Most half-pound foam installers going for a stud fill will blow some excess and trim it flush. Not so in this case, eh?
Sheet goods on the exterior are a good option (and rightfully shoulda been in the retrofit plan in the first place). By putting the foam on the exterior of the sheathing it more than doubles the R-value at the studs & framing, which would otherwise have been a thermal short-circuit. Assuming the wall is 2x4, 16" o.c. construction, the center-cavity R-value of the Icynene is ~R13, but at the studs it's only ~R4 (max). Add ~R1 for the sheathing and it's ~R5 at the studs, R14 center cavity. But if you add 1" of XPS (R5) to the exterior it adds R5 to the studs (cutting the heat loss there in half) and brings the center-cavity to R19-ish.
The "whole wall" and "clear wall" R-values go up considerably when you get rid of those sub-R5 short-circuits from framing elements. Even if some of the Icynene is only half-depth, and inch of XPS will more than make up for it. I'd insist on R5 as a minimum, since there are voids and gaps, but you'll end up with decent perfromance if you do- at least as good as if they'd done the job perfectly in the first place. R2.5-3 (half-inch XPS) might work too, depending on just how much of it is screwed up. Push for R5-R7.5, but don't settle for anything less than R4 (1" of EPS).
Play around with
this calculator developed by the Oak Ridge National Labs, which should give you a good feel for what the exterior foam will do for you.

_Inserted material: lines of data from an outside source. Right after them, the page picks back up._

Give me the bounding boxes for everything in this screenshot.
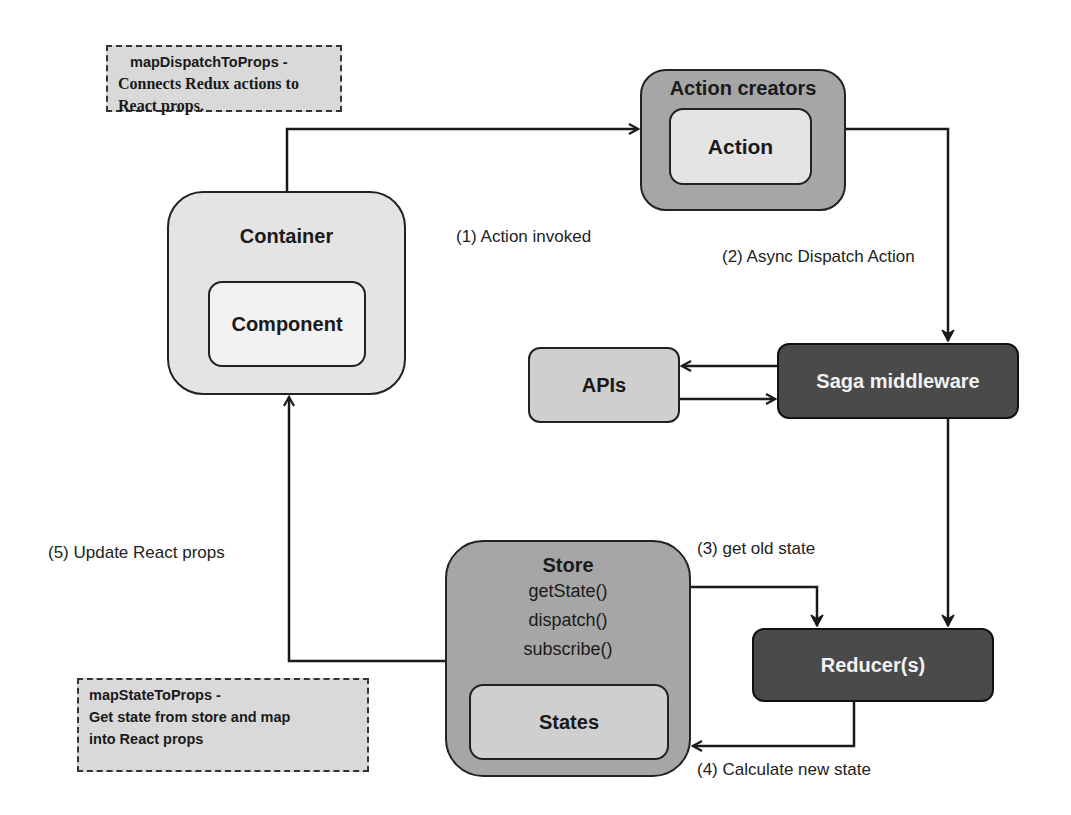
step3-label: (3) get old state (697, 539, 815, 559)
step5-label: (5) Update React props (48, 543, 225, 563)
container-title: Container (240, 225, 333, 248)
note-body: Connects Redux actions to React props. (118, 73, 330, 117)
edge-action-creators-to-saga (846, 129, 948, 341)
saga-middleware-node[interactable]: Saga middleware (777, 343, 1019, 419)
edge-store-to-reducer (691, 587, 817, 626)
component-title: Component (231, 313, 342, 336)
apis-node[interactable]: APIs (528, 347, 680, 423)
states-title: States (539, 711, 599, 734)
apis-title: APIs (582, 374, 626, 397)
reducer-node[interactable]: Reducer(s) (752, 628, 994, 702)
step4-label: (4) Calculate new state (697, 760, 871, 780)
edge-store-to-container (289, 397, 445, 661)
note-title: mapDispatchToProps - (130, 51, 330, 73)
store-method-subscribe: subscribe() (523, 635, 612, 664)
states-node[interactable]: States (469, 684, 669, 760)
edge-reducer-to-store (693, 702, 854, 746)
edge-container-to-action-creators (287, 129, 638, 191)
action-creators-title: Action creators (670, 77, 817, 100)
store-method-dispatch: dispatch() (528, 606, 607, 635)
step1-label: (1) Action invoked (456, 227, 591, 247)
map-state-to-props-note: mapStateToProps - Get state from store a… (77, 678, 369, 772)
action-node[interactable]: Action (669, 108, 812, 185)
store-method-getstate: getState() (528, 577, 607, 606)
map-dispatch-to-props-note: mapDispatchToProps - Connects Redux acti… (106, 45, 342, 112)
note-line-1: Get state from store and map (89, 706, 357, 728)
reducer-title: Reducer(s) (821, 654, 925, 677)
component-node[interactable]: Component (208, 281, 366, 367)
action-title: Action (708, 135, 773, 159)
store-title: Store (542, 554, 593, 577)
step2-label: (2) Async Dispatch Action (722, 247, 915, 267)
note-title: mapStateToProps - (89, 684, 357, 706)
note-line-2: into React props (89, 728, 357, 750)
saga-title: Saga middleware (816, 370, 979, 393)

Select either cellulose or R13 fiberglass for the cavity insulation type- the polyurethane foam in their calculator is the higher density closed cell stuff, not Icynene. With "no foam" selectected in the calculator this would be more or less where you would have been if the job had been done right initially. Select R11 for a best-case of how it probably is as-patched-with-voids, etc. If they don't want to spring for more than R3 (which may be reasonable, depending...) it's still cost-effective in MA to offer to pay a bit more for the material costs to bump it to R5. The labor costs will be the same for either, but the material will roughly double. (Make them show you their material/labor breakdown if you go this route.)
Stick with XPS if you can, but if they want to use EPS or ISO, insist on un-faced or fiber-faced breathable stuff, or you may end up with condensation issues within the cavity. Icycene at 3.5" is pretty vapor-permeable, and best-practice in most of MA would be to use at least vapor-retardent paint on the interior finish wall surface and let the assembly dry toward the exterior. If they use foil or poly-facers on the rigid board the sheathing layer can't dry in winter, since it's inside the vapor -envelope, and colder than the dew point of the interior air much/most of the winter. XPS is semi-permeable, which allows the assembly pass water as vapor out to the drier winter outside air. Fiber faced iso or un-faced EPS is even more vapor permeable than XPS, but not as structurally rigid, easier to damage in handling, etc.